If there are significant gaps in either, there are clearly issues to be addressed. How the issues should be addressed can be a very contentious and nuanced question, but that doesn’t mean that the gaps can be ignored. Organizations that figure out how to raise participation and close the gaps in reported experience without flattening out the diverse experiences and strengths of the employees will have a competitive advantage over organizations that ignore the problems or apply band-aid solutions that don’t feel authentic.

Although ladder implies that one can only move up or down on a rung-by-rung basis, this is probably not the case. One of the things that makes each of us unique is that we each represent an inner multiplicity. That “inner diversity” enables some of us to experience inclusion on a higher rung even though we have not yet experienced inclusion on a lower rung. For example, there are people who we hire explicitly because they bring a specific form of expertise that enables them to contribute at the contributor or challenger level, but that doesn’t mean that they will automatically experience inclusion at the learning or belonging levels. At least in theory, though, failing to find ways to welcome these people to also join on the belonging and learning rungs reduces the degree to which the organization can benefit from everything these experts have to offer.

Likewise, there may also be people who are able to cope with the dissonance that comes with feeling they are in a place where they don’t belong to participate as learners, contributors and even challengers, but they will be doing so at a personal cost that many of their peers do not bear, and that cost will express itself as opportunity cost for the organization.

Research shows that feeling you do not belong can increase cognitive load (it is mentally draining to be an environment where you feel you don’t belong), thereby decreasing mental resources you have available to devote to learning, contributing or challenging. If you don’t feel invited to openly acknowledge it when you need to learn something, you can end up trapped at your current level of competence, leading to a reduction in opportunities. If you don’t feel invited to fully contribute, you may avoid new or difficult assignments, leading to lower evaluation of your potential. If you don’t feel free to challenge the way things are done, the organization loses access to your ideas and may miss opportunities for improvement. And, even if you feel comfortable challenging, contributing and learning, if you don’t feel that you belong, you will probably start looking for ways to leave.

While it probably isn’t practical to expect anyone to experience full inclusion on every level of the ladder in every context, for every domain all the time, it would obviously be good for an organization to have more people feel more included in more contexts, domains, more frequently over time.

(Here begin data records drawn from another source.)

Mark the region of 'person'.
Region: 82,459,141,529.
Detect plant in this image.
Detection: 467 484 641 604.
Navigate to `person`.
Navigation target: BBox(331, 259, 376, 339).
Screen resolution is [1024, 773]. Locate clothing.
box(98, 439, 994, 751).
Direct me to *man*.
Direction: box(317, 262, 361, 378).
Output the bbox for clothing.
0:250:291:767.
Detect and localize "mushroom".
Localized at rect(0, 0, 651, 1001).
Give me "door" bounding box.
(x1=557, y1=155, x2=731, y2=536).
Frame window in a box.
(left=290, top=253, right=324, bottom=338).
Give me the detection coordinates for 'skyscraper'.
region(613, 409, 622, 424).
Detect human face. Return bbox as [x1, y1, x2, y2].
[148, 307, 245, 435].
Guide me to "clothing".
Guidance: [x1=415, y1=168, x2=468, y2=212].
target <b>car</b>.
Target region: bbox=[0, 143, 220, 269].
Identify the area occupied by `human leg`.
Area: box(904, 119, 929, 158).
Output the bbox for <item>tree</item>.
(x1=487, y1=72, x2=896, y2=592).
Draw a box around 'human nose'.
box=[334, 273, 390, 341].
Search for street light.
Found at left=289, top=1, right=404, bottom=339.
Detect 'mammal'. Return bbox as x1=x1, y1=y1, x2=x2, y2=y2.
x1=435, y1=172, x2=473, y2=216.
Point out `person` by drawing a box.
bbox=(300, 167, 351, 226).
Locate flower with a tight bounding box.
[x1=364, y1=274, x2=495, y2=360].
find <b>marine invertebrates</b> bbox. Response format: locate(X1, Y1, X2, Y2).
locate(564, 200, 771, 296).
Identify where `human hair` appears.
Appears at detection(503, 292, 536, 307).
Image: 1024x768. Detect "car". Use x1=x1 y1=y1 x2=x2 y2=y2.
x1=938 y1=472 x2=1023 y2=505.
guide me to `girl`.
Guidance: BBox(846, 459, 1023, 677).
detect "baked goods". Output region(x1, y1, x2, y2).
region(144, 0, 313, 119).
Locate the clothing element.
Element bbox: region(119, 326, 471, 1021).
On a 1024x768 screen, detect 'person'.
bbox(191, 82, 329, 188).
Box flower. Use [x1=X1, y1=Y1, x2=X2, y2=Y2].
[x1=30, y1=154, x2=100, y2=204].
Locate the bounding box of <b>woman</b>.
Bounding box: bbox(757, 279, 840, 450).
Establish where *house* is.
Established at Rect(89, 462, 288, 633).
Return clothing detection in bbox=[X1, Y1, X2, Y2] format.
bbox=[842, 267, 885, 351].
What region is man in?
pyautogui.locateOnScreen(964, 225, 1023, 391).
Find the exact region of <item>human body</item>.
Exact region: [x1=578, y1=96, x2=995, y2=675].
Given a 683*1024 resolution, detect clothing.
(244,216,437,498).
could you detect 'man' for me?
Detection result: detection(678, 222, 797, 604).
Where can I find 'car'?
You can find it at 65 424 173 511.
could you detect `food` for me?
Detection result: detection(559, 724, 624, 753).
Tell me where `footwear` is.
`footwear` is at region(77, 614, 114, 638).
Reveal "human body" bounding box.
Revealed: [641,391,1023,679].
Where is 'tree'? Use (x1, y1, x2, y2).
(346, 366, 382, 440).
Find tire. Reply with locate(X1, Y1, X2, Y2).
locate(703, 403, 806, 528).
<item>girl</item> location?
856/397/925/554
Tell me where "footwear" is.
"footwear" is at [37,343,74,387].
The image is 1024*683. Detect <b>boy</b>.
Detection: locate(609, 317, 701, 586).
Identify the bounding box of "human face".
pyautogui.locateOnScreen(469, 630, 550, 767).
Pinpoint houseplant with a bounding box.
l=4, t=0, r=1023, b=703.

To what degree do we and our colleagues feel included at the various rungs of the Ladder of Inclusion? What’s getting in the way of individuals and groups experiencing inclusion on each rung fully? What’s keeping some of us from climbing to higher rungs so more of us can add more to the mix? What are we doing to enable our people to climb it?

As we tease out the answers to these kinds of questions, we uncover hints about what we can do to invite a broader range of people to participate more fully in the experience of making our organization successful. In the process, we also increase our access to the full value of the investments we make in those people. People are after all our most valuable resource when we enable them to contribute everything they’ve got to our collective success.